When a Gary woman recently pleaded guilty to selling an infant to a man for sex, she faced a mandatory minimum of 30 years in prison.

However, because of Natisha Hillard’s cooperation in the case — she helped get her co-defendant, Christopher Bour, sentenced to life in prison — federal attorneys filed what’s called a 5K1.1 motion, which can help reduce the sentence a defendant receives and, in some cases, can actually get them below mandatory minimums.

These motions have been used in other big cases in the U.S. District Court in Hammond, including the Latin Kings racketeering case in order to get the ball rolling on defendants willing to cooperate.

But U.S. District Judge Rudy Lozano recently expressed concern about the government’s use of this motion.

Lozano, who oversaw Hillard’s and Bour’s cases, commented at her sentencing on June 11 that it seems a majority of the criminal cases he gets from the government now involve a 5K1.1 motion.

The judge noted that he used to get only a handful a year.

“Now it’s a rarity I don’t see a 5K1.1 motion from your office,” Lozano told Assistant U.S. Attorney Jill Koster during the hearing.

The judge added that he didn’t know if he could give the motions as much weight as he has in the past.

U.S. Attorney David Capp defended his office’s use of the motion, saying that data from his office show that the rate of the 5K1.1 motions has actually held relatively steady from 2008 through 2013 at about 20 percent of cases a year.

“It’s a very effective tool,” he said.

The purpose of the 5K1.1 is to reward defendants who cooperate, and only prosecutors can file the motion.

The government can also ask for various levels of reduction to the sentence range that a defendant is facing, with some motions asking for relatively small reductions.

“We try to assess the value of cooperation,” Capp said.

Others, as was the case with Hillard, ask the judge to go below mandatory minimum sentences. Koster argued during Hillard’s trial that she was the only way the government could prove that Bour had paid money to have sex with an infant on eight separate occasions. Without the evidence of the exchange of money, Koster said, the charges that the government could prosecute came with a mandatory max of just 30 years in prison.

Capp later affirmed that.

“We could not have gotten Bour on life without her help,” he said.

The motion has helped the government in other cases, including the Latin Kings racketeering case, he added.

When the case was initially filed in June 2010, it charged just six defendants in two murders. The case eventually grew to more than 20 defendants, however, charged in about 20 murders.

Capp credited the 5K1.1 motion for that growth.

“We have to be able to offer some sentencing relief to get these guys to cooperate,” he said.

Several of the defendants in that case who pleaded guilty to murder, including Highland resident Alexander Vargas, were looking at mandatory sentences of life in prison. The government filed 5K1.1 motions to go below that, though, because they cooperated in cases against their fellow defendants, and they’re now serving anywhere from 20 to 30 years in prison.

Capp pointed out that because Lozano did handle the Latin Kings case, which included many more defendants than most criminal cases, that could be one reason why the judge has seen more of these motions recently than he did in the past.

When it comes to 5K1.1 motions, Capp’s office is a little higher than the national average, he said. However, other districts use other motions to help lower sentences that Capp’s office does not use. When all are factored in together, the office is at about the national average, he said.

Although Lozano continued to express concern about the 5K1.1 motion at Hillard’s sentencing, he did eventually agree to grant it.

He sentenced Hillard to about 24 years in prison, six years less than the mandatory minimum.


(Exercise brief):
Could you copy each line of the entries that contains "NetTcpBinding"?

==========

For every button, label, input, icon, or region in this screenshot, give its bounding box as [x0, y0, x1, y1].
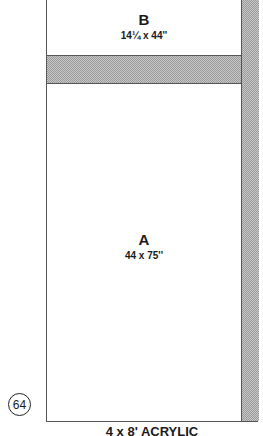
panel-b-label: B — [47, 12, 241, 28]
panel-b: B 14¼ x 44'' — [47, 0, 241, 55]
panel-a-label: A — [47, 232, 241, 248]
panel-b-dimensions: 14¼ x 44'' — [47, 30, 241, 42]
waste-strip-vertical — [241, 0, 259, 421]
acrylic-sheet-diagram: B 14¼ x 44'' A 44 x 75'' — [46, 0, 258, 422]
panel-a-dimensions: 44 x 75'' — [47, 250, 241, 262]
figure-number-badge: 64 — [8, 393, 31, 416]
panel-a: A 44 x 75'' — [47, 84, 241, 421]
waste-strip-horizontal — [47, 55, 259, 84]
diagram-caption: 4 x 8' ACRYLIC — [46, 425, 258, 436]
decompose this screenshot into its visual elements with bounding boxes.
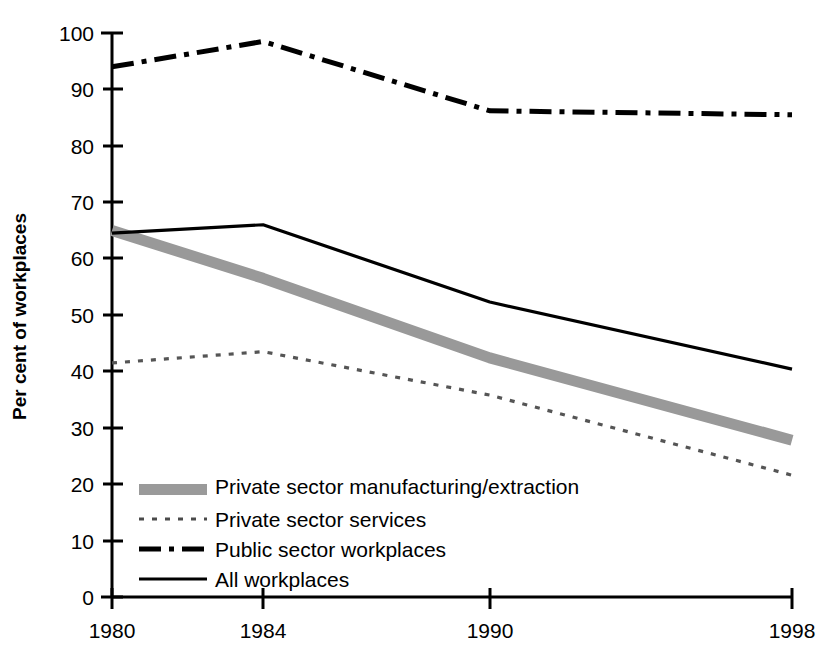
y-tick-label: 100 (59, 22, 94, 45)
legend-label-private-services: Private sector services (215, 508, 426, 531)
line-chart: Per cent of workplaces 100 90 80 70 60 5… (0, 0, 825, 658)
x-tick-label: 1984 (240, 619, 287, 642)
x-tick-label: 1990 (467, 619, 514, 642)
y-tick-label: 0 (82, 586, 94, 609)
series-lines (112, 41, 792, 475)
y-tick-label: 10 (71, 530, 94, 553)
y-tick-label: 60 (71, 247, 94, 270)
legend-label-public-sector: Public sector workplaces (215, 538, 446, 561)
y-tick-label: 30 (71, 417, 94, 440)
y-tick-label: 90 (71, 78, 94, 101)
y-tick-label: 20 (71, 473, 94, 496)
legend: Private sector manufacturing/extraction … (139, 475, 579, 591)
y-tick-label: 80 (71, 135, 94, 158)
y-tick-label: 50 (71, 304, 94, 327)
y-axis-title: Per cent of workplaces (9, 213, 30, 420)
y-tick-label: 40 (71, 360, 94, 383)
legend-label-private-manufacturing: Private sector manufacturing/extraction (215, 475, 579, 498)
x-tick-label: 1980 (89, 619, 136, 642)
chart-container: Per cent of workplaces 100 90 80 70 60 5… (0, 0, 825, 658)
y-tick-label: 70 (71, 191, 94, 214)
legend-label-all-workplaces: All workplaces (215, 568, 349, 591)
x-tick-label: 1998 (769, 619, 816, 642)
series-line-private-manufacturing (112, 230, 792, 440)
legend-swatch-thick-grey-band (139, 484, 207, 495)
x-axis-tick-labels: 1980 1984 1990 1998 (89, 619, 816, 642)
y-axis-tick-labels: 100 90 80 70 60 50 40 30 20 10 0 (59, 22, 94, 609)
series-line-public-sector (112, 41, 792, 114)
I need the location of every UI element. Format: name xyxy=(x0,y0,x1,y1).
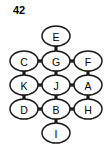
graph-node-D[interactable]: D xyxy=(10,99,38,119)
graph-node-label-A: A xyxy=(84,80,91,92)
graph-node-label-K: K xyxy=(20,80,27,92)
graph-node-B[interactable]: B xyxy=(42,99,70,119)
graph-node-label-G: G xyxy=(52,56,60,68)
graph-node-label-H: H xyxy=(84,104,92,116)
graph-node-label-E: E xyxy=(52,31,59,43)
graph-node-label-B: B xyxy=(52,104,59,116)
graph-canvas: ECGFKJADBHI xyxy=(0,0,112,167)
graph-node-label-C: C xyxy=(20,56,28,68)
graph-node-label-F: F xyxy=(85,56,91,68)
graph-node-J[interactable]: J xyxy=(42,75,70,95)
graph-node-label-J: J xyxy=(53,80,58,92)
graph-node-E[interactable]: E xyxy=(42,26,70,46)
node-layer: ECGFKJADBHI xyxy=(10,26,102,143)
graph-node-G[interactable]: G xyxy=(42,51,70,71)
graph-node-F[interactable]: F xyxy=(74,51,102,71)
graph-node-K[interactable]: K xyxy=(10,75,38,95)
graph-node-C[interactable]: C xyxy=(10,51,38,71)
graph-node-A[interactable]: A xyxy=(74,75,102,95)
graph-figure: 42 ECGFKJADBHI xyxy=(0,0,112,167)
graph-node-I[interactable]: I xyxy=(42,123,70,143)
graph-node-label-I: I xyxy=(55,128,58,140)
graph-node-label-D: D xyxy=(20,104,28,116)
graph-node-H[interactable]: H xyxy=(74,99,102,119)
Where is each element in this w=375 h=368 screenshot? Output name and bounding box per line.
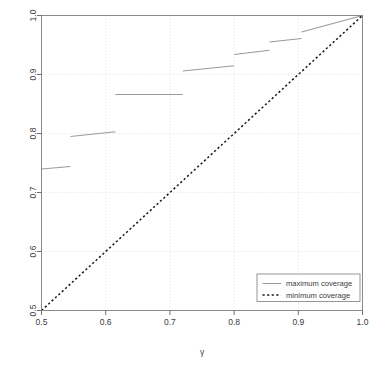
figure-canvas: 0.50.60.70.80.91.00.50.60.70.80.91.0 γ m… bbox=[0, 0, 375, 368]
xtick-label-3: 0.8 bbox=[228, 317, 240, 327]
xtick-label-5: 1.0 bbox=[357, 317, 369, 327]
legend-label-1: minimum coverage bbox=[286, 291, 350, 300]
xtick-label-4: 0.9 bbox=[292, 317, 304, 327]
plot-background bbox=[0, 0, 375, 368]
ytick-label-5: 1.0 bbox=[28, 9, 38, 21]
ytick-label-4: 0.9 bbox=[28, 68, 38, 80]
ytick-label-3: 0.8 bbox=[28, 127, 38, 139]
coverage-plot: 0.50.60.70.80.91.00.50.60.70.80.91.0 γ m… bbox=[0, 0, 375, 368]
ytick-label-2: 0.7 bbox=[28, 186, 38, 198]
xtick-label-2: 0.7 bbox=[164, 317, 176, 327]
xtick-label-0: 0.5 bbox=[36, 317, 48, 327]
ytick-label-0: 0.5 bbox=[28, 304, 38, 316]
chart-legend[interactable]: maximum coverageminimum coverage bbox=[257, 274, 360, 302]
xtick-label-1: 0.6 bbox=[100, 317, 112, 327]
legend-label-0: maximum coverage bbox=[286, 279, 352, 288]
ytick-label-1: 0.6 bbox=[28, 245, 38, 257]
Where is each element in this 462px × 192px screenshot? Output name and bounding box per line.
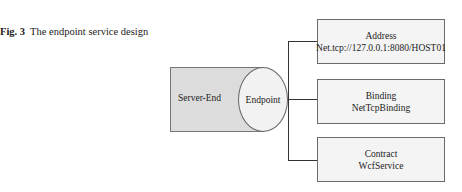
connector-address bbox=[288, 41, 318, 42]
figure-label: Fig. 3 bbox=[0, 26, 25, 37]
contract-title: Contract bbox=[365, 148, 398, 160]
figure-caption: Fig. 3The endpoint service design bbox=[0, 26, 150, 38]
connector-endpoint-horizontal bbox=[288, 99, 318, 100]
endpoint-label: Endpoint bbox=[246, 95, 281, 105]
endpoint-ellipse: Endpoint bbox=[238, 67, 288, 132]
binding-box: Binding NetTcpBinding bbox=[317, 79, 445, 124]
binding-title: Binding bbox=[366, 90, 397, 102]
binding-value: NetTcpBinding bbox=[352, 102, 410, 114]
address-box: Address Net.tcp://127.0.0.1:8080/HOST01 bbox=[317, 19, 445, 64]
connector-contract bbox=[288, 160, 318, 161]
address-value: Net.tcp://127.0.0.1:8080/HOST01 bbox=[316, 42, 446, 54]
contract-value: WcfService bbox=[359, 160, 404, 172]
connector-vertical bbox=[288, 41, 289, 161]
address-title: Address bbox=[365, 30, 396, 42]
server-end-label: Server-End bbox=[178, 93, 221, 103]
figure-title: The endpoint service design bbox=[30, 26, 148, 37]
contract-box: Contract WcfService bbox=[317, 137, 445, 182]
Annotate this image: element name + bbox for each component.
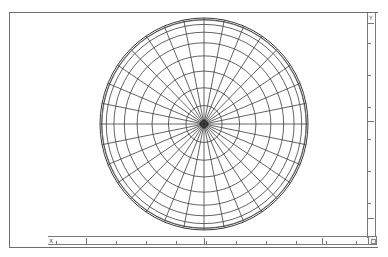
ruler-major-tick bbox=[322, 238, 323, 244]
ruler-major-tick bbox=[368, 218, 374, 219]
ruler-tick bbox=[116, 241, 117, 244]
horizontal-ruler[interactable]: X bbox=[48, 236, 368, 245]
longitude-spoke bbox=[204, 49, 278, 124]
ruler-tick bbox=[368, 171, 371, 172]
longitude-spoke bbox=[130, 49, 204, 124]
vertical-ruler[interactable]: Y bbox=[367, 13, 376, 238]
ruler-tick bbox=[176, 241, 177, 244]
view-toggle-button[interactable] bbox=[368, 236, 377, 245]
ruler-tick bbox=[368, 107, 371, 108]
ruler-tick bbox=[368, 43, 371, 44]
ruler-tick bbox=[236, 241, 237, 244]
ruler-tick bbox=[368, 203, 371, 204]
longitude-spoke bbox=[130, 124, 204, 199]
x-axis-label: X bbox=[49, 238, 53, 244]
longitude-spoke bbox=[204, 124, 278, 199]
ruler-major-tick bbox=[368, 121, 374, 122]
ruler-tick bbox=[296, 241, 297, 244]
view-toggle-icon bbox=[371, 239, 376, 244]
y-axis-label: Y bbox=[369, 15, 373, 21]
ruler-major-tick bbox=[86, 238, 87, 244]
pole-point bbox=[203, 123, 205, 125]
ruler-major-tick bbox=[368, 23, 374, 24]
ruler-tick bbox=[206, 241, 207, 244]
ruler-tick bbox=[368, 139, 371, 140]
ruler-major-tick bbox=[204, 238, 205, 244]
ruler-tick bbox=[326, 241, 327, 244]
ruler-tick bbox=[266, 241, 267, 244]
ruler-tick bbox=[356, 241, 357, 244]
ruler-tick bbox=[368, 75, 371, 76]
3d-viewport[interactable] bbox=[0, 0, 388, 257]
ruler-tick bbox=[146, 241, 147, 244]
ruler-tick bbox=[56, 241, 57, 244]
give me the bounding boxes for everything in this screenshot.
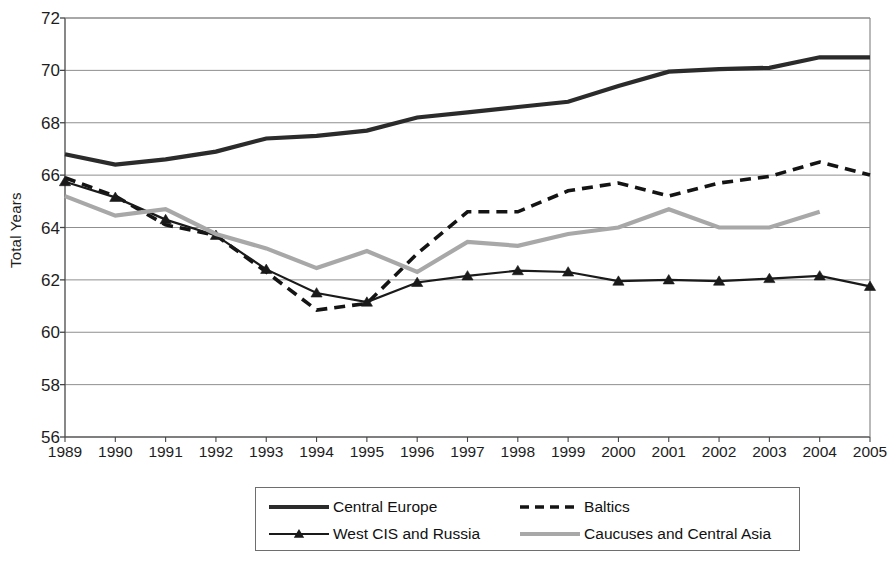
x-tick-label: 1997	[450, 444, 484, 460]
legend-entry-west-cis-and-russia[interactable]: West CIS and Russia	[256, 520, 513, 547]
x-tick-label: 1996	[400, 444, 434, 460]
y-tick-label: 72	[24, 10, 60, 27]
x-tick-label: 2004	[802, 444, 836, 460]
legend-label-west-cis-and-russia: West CIS and Russia	[333, 526, 480, 542]
legend-entry-caucuses-and-central-asia[interactable]: Caucuses and Central Asia	[513, 520, 799, 547]
legend-label-caucuses-and-central-asia: Caucuses and Central Asia	[584, 526, 771, 542]
x-tick-label: 1995	[350, 444, 384, 460]
legend: Central Europe Baltics West CIS and Russ…	[255, 487, 800, 551]
x-tick-label: 2001	[652, 444, 686, 460]
series-line-central-europe	[65, 57, 870, 164]
legend-swatch-west-cis-and-russia	[268, 526, 330, 542]
y-tick-label: 60	[24, 324, 60, 341]
x-tick-label: 2000	[601, 444, 635, 460]
y-tick-label: 62	[24, 271, 60, 288]
x-tick-label: 2003	[752, 444, 786, 460]
legend-entry-baltics[interactable]: Baltics	[513, 493, 799, 520]
y-tick-label: 66	[24, 167, 60, 184]
x-tick-label: 1990	[98, 444, 132, 460]
legend-row: West CIS and Russia Caucuses and Central…	[256, 520, 799, 547]
x-tick-label: 2002	[702, 444, 736, 460]
y-tick-label: 64	[24, 219, 60, 236]
x-tick-label: 1994	[299, 444, 333, 460]
x-tick-label: 1993	[249, 444, 283, 460]
y-tick-label: 58	[24, 376, 60, 393]
legend-swatch-caucuses-and-central-asia	[519, 526, 581, 542]
gridlines	[65, 18, 870, 385]
y-tick-label: 70	[24, 62, 60, 79]
x-tick-label: 1989	[48, 444, 82, 460]
legend-label-central-europe: Central Europe	[333, 499, 437, 515]
legend-swatch-baltics	[519, 499, 581, 515]
legend-row: Central Europe Baltics	[256, 493, 799, 520]
x-tick-label: 1998	[501, 444, 535, 460]
y-tick-label: 68	[24, 114, 60, 131]
legend-swatch-central-europe	[268, 499, 330, 515]
x-tick-label: 1992	[199, 444, 233, 460]
series-line-baltics	[65, 162, 870, 310]
data-series-layer	[59, 57, 875, 310]
x-tick-label: 1999	[551, 444, 585, 460]
x-tick-label: 1991	[148, 444, 182, 460]
x-tick-label: 2005	[853, 444, 887, 460]
legend-label-baltics: Baltics	[584, 499, 630, 515]
y-axis-tick-labels: 727068666462605856	[22, 0, 60, 460]
legend-entry-central-europe[interactable]: Central Europe	[256, 493, 513, 520]
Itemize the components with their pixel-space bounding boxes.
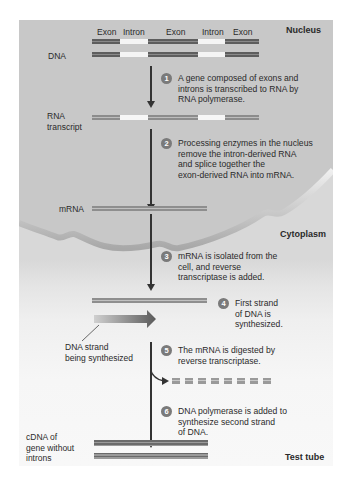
step-4-text: First strand of DNA is synthesized. bbox=[235, 298, 283, 329]
step-6: 6 DNA polymerase is added to synthesize … bbox=[178, 406, 287, 438]
step-6-badge: 6 bbox=[161, 406, 172, 417]
nucleus-label: Nucleus bbox=[286, 25, 321, 35]
step-5: 5 The mRNA is digested by reverse transc… bbox=[178, 345, 275, 366]
step-1-badge: 1 bbox=[161, 73, 172, 84]
step-2-badge: 2 bbox=[161, 138, 172, 149]
test-tube-label: Test tube bbox=[285, 452, 324, 462]
step-1: 1 A gene composed of exons and introns i… bbox=[178, 73, 298, 105]
arrow-step-1 bbox=[150, 66, 152, 102]
step-1-text: A gene composed of exons and introns is … bbox=[178, 73, 298, 104]
arrow-step-3 bbox=[150, 214, 152, 285]
segment-label-exon-3: Exon bbox=[233, 27, 252, 37]
step-4: 4 First strand of DNA is synthesized. bbox=[235, 298, 283, 330]
step-2: 2 Processing enzymes in the nucleus remo… bbox=[178, 138, 313, 180]
mrna-strand bbox=[92, 206, 207, 211]
segment-label-exon-1: Exon bbox=[97, 27, 116, 37]
segment-label-intron-2: Intron bbox=[202, 27, 224, 37]
step-3-text: mRNA is isolated from the cell, and reve… bbox=[178, 251, 277, 282]
diagram-frame: Nucleus Cytoplasm Test tube Exon Intron … bbox=[19, 20, 333, 466]
segment-label-exon-2: Exon bbox=[166, 27, 185, 37]
step-5-text: The mRNA is digested by reverse transcri… bbox=[178, 345, 275, 366]
arrow-step-5-6 bbox=[150, 342, 152, 442]
step-4-badge: 4 bbox=[218, 298, 229, 309]
mrna-label: mRNA bbox=[59, 204, 84, 214]
dna-label: DNA bbox=[48, 51, 66, 61]
step-3: 3 mRNA is isolated from the cell, and re… bbox=[178, 251, 277, 283]
step-3-badge: 3 bbox=[161, 251, 172, 262]
step-2-text: Processing enzymes in the nucleus remove… bbox=[178, 138, 313, 180]
segment-label-intron-1: Intron bbox=[123, 27, 145, 37]
step-5-badge: 5 bbox=[161, 345, 172, 356]
dna-strand-synthesizing-label: DNA strand being synthesized bbox=[65, 342, 133, 364]
cytoplasm-label: Cytoplasm bbox=[280, 229, 326, 239]
arrowhead-icon bbox=[147, 101, 155, 108]
cdna-label: cDNA of gene without introns bbox=[26, 432, 74, 464]
mrna-template-strand bbox=[92, 298, 207, 303]
digest-branch-arrow-icon bbox=[150, 366, 180, 388]
arrowhead-icon bbox=[147, 284, 155, 291]
step-6-text: DNA polymerase is added to synthesize se… bbox=[178, 406, 287, 437]
arrow-step-2 bbox=[150, 129, 152, 205]
rna-transcript-label: RNA transcript bbox=[47, 111, 82, 133]
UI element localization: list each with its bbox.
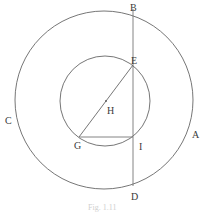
label-c: C xyxy=(5,115,12,126)
label-b: B xyxy=(130,2,137,13)
label-h: H xyxy=(107,105,114,116)
label-i: I xyxy=(139,141,142,152)
label-d: D xyxy=(131,191,138,202)
outer-circle xyxy=(15,11,193,189)
center-point-h xyxy=(105,100,107,102)
figure-caption: Fig. 1.11 xyxy=(88,203,116,212)
label-e: E xyxy=(131,55,137,66)
label-a: A xyxy=(192,129,200,140)
label-g: G xyxy=(74,140,81,151)
inner-circle xyxy=(60,56,150,146)
geometry-diagram: B E H C A G I D Fig. 1.11 xyxy=(0,0,201,212)
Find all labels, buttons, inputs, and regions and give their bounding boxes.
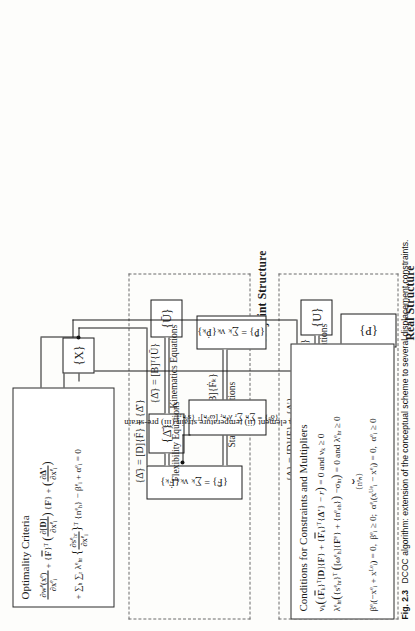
panel-conditions-brace-label: ⏟ {nᵉₕ} bbox=[344, 351, 362, 611]
label-adjoint-kinematics-equations: Kinematics Equations bbox=[168, 324, 178, 408]
figure-caption: Fig. 2.3 DCOC algorithm: extension of th… bbox=[399, 239, 409, 619]
equation-adjoint-flexibility: {Δ̄} = [D]{F̄} + {Δ̄'} bbox=[133, 399, 144, 483]
bus-optimality-rail-h bbox=[63, 373, 64, 387]
panel-optimality-title: Optimality Criteria bbox=[18, 395, 30, 599]
connector-adjoint-virtual-strain bbox=[182, 434, 183, 462]
bus-optimality-drop bbox=[40, 336, 78, 337]
box-real-P-label: {P} bbox=[359, 323, 377, 338]
bus-design-to-real-v bbox=[72, 319, 296, 320]
box-adjoint-P-label: {P̄} = ∑ₖ νₖ{Ṗₖ} bbox=[197, 327, 264, 338]
note-delta-prime-item-2: (iii) pre-strain bbox=[124, 415, 174, 427]
panel-conditions-line-2: λehr({sehr}T ([ωeh]{Fe} + {neoh}) −σhr) … bbox=[329, 351, 345, 611]
panel-optimality-line-2: + ∑h ∑r λehr {∂sehr∂xei}T {neh} − βei + … bbox=[68, 395, 89, 599]
panel-conditions-title: Conditions for Constraints and Multiplie… bbox=[296, 351, 308, 611]
panel-conditions-brace-text: {nᵉₕ} bbox=[354, 472, 363, 489]
bus-design-to-adjoint-h bbox=[78, 327, 79, 337]
bus-design-to-adjoint-v bbox=[78, 327, 146, 328]
bus-conditions-rail-v bbox=[94, 370, 290, 371]
connector-adjoint-virtual-strain-drop bbox=[182, 434, 190, 435]
bus-design-to-real-h bbox=[72, 319, 73, 337]
panel-conditions-line-3: βei(−xei + xLei) = 0, βei ≥ 0; αei(xUei … bbox=[365, 351, 381, 611]
box-design-variables-X: {X} bbox=[62, 337, 94, 373]
figure-caption-text: DCOC algorithm: extension of the concept… bbox=[399, 239, 409, 583]
panel-conditions-line-1: νk({Ḟk}T[D]{F} + {Ḟk}T{Δ'} − r) = 0 an… bbox=[313, 351, 329, 611]
figure-caption-number: Fig. 2.3 bbox=[399, 589, 409, 619]
bus-design-to-panels-h bbox=[78, 373, 79, 381]
panel-optimality-line-1: ∂we(xe)∂xei + {F}T (∂[D]∂xei) {F} + (∂Δ'… bbox=[38, 395, 58, 599]
note-delta-prime-item-1: (ii) temperature strain bbox=[177, 415, 255, 427]
box-adjoint-forces-F: {F̄} = ∑ₖ νₖ{Ḟₖ} bbox=[146, 465, 242, 499]
connector-adjoint-flexibility bbox=[164, 453, 169, 465]
equation-adjoint-kinematics: {Δ̄} = [B]ᵀ{Ū} bbox=[148, 343, 159, 403]
panel-optimality-criteria: Optimality Criteria ∂we(xe)∂xei + {F}T (… bbox=[12, 387, 114, 607]
bus-design-to-adjoint-entry bbox=[146, 327, 147, 465]
box-design-variables-label: {X} bbox=[71, 345, 86, 365]
panel-conditions-constraints-multipliers: Conditions for Constraints and Multiplie… bbox=[290, 343, 394, 619]
box-real-loads-P: {P} bbox=[340, 313, 396, 347]
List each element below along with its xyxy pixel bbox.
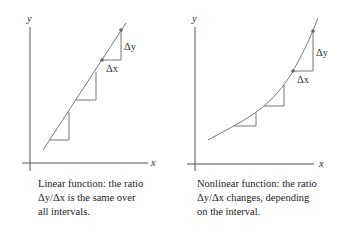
y-axis-label: y	[26, 13, 32, 24]
point-upper	[311, 29, 315, 33]
caption-line: Δy/Δx is the same over	[38, 191, 143, 205]
point-lower	[291, 69, 295, 73]
caption-line: Linear function: the ratio	[38, 177, 143, 191]
caption-line: Nonlinear function: the ratio	[197, 177, 317, 191]
delta-y-label: Δy	[124, 41, 137, 52]
point-lower	[100, 58, 104, 62]
caption-line: Δy/Δx changes, depending	[197, 191, 317, 205]
linear-caption: Linear function: the ratio Δy/Δx is the …	[38, 177, 143, 219]
linear-panel: y x Δy Δx	[22, 13, 156, 171]
caption-line: on the interval.	[197, 205, 317, 219]
delta-x-label: Δx	[297, 74, 310, 85]
nonlinear-panel: y x Δy Δx	[187, 13, 329, 171]
x-axis-label: x	[150, 157, 156, 168]
y-axis-label: y	[191, 13, 197, 24]
linear-function-line	[43, 23, 126, 150]
nonlinear-caption: Nonlinear function: the ratio Δy/Δx chan…	[197, 177, 317, 219]
point-upper	[119, 28, 123, 32]
caption-line: all intervals.	[38, 205, 143, 219]
x-axis-label: x	[318, 158, 324, 169]
delta-x-label: Δx	[106, 63, 119, 74]
delta-y-label: Δy	[316, 47, 329, 58]
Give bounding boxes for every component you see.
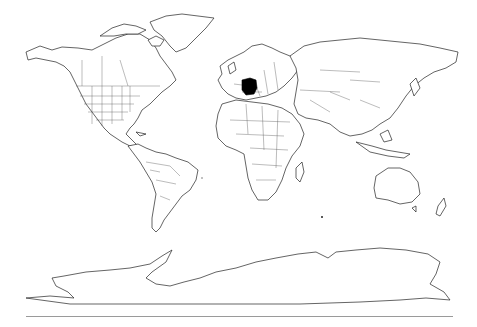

==========

(Reply):
binding-box: Binding NetTcpBinding bbox=[317, 79, 445, 124]
binding-value: NetTcpBinding bbox=[352, 102, 410, 114]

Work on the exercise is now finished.